- Searching for jobs and applying to them on your own
- Searching for jobs and applying via their own “Apply Now” feature
- Posting your resume so it is searchable by recruiters and employers, or keeping it private to use only for applications
- Setting up job agents so you receive likely matches by email
- Reading advice articles and using other resource tools they offer, such as salary benchmarks
- Letting them broadcast your resume to recruiters
Keeping your resume private makes sense if you still have a job. To protect your personal privacy, be sure your posted resume does not include your home address, email or phone number. You can set your account to make all or none of your contact information available to employers and recruiters.
If you are out of work, however, you can increase your chances of being found by making your resume public. It’s a passive strategy, but it occasionally works. Keep in mind that your online resume should have all the relevant key words for your skills and job goals so that recruiter searches will land on your name.
Job agents are great, especially if you have chosen your key words well and set up a database friendly profile. They save you heaps of search time.

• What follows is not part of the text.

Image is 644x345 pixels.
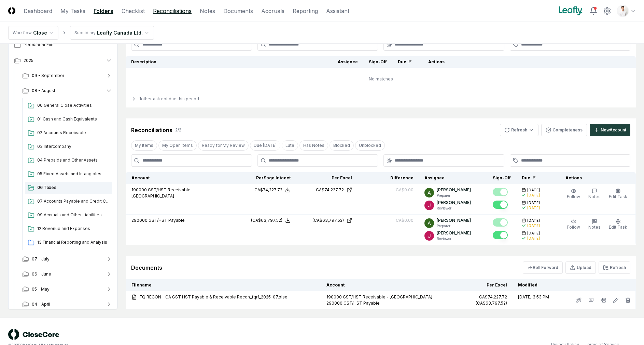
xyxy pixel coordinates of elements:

I have advocated against using resume broadcasting services, because they are too random, totally untargeted and generally unproductive. Many recruiters and hiring managers absolutely hate and ignore them. Such “robo-resumes” also eliminate the direct, personalized approach you should normally use, including your cover letter.
Large online job boards are a mixed bag. Used right they can be an asset, but they should rank low on your priority list of possible strategies. See last Thursday’s post on how job hunting expert Richard Nelson Bolles ranked them against other approaches.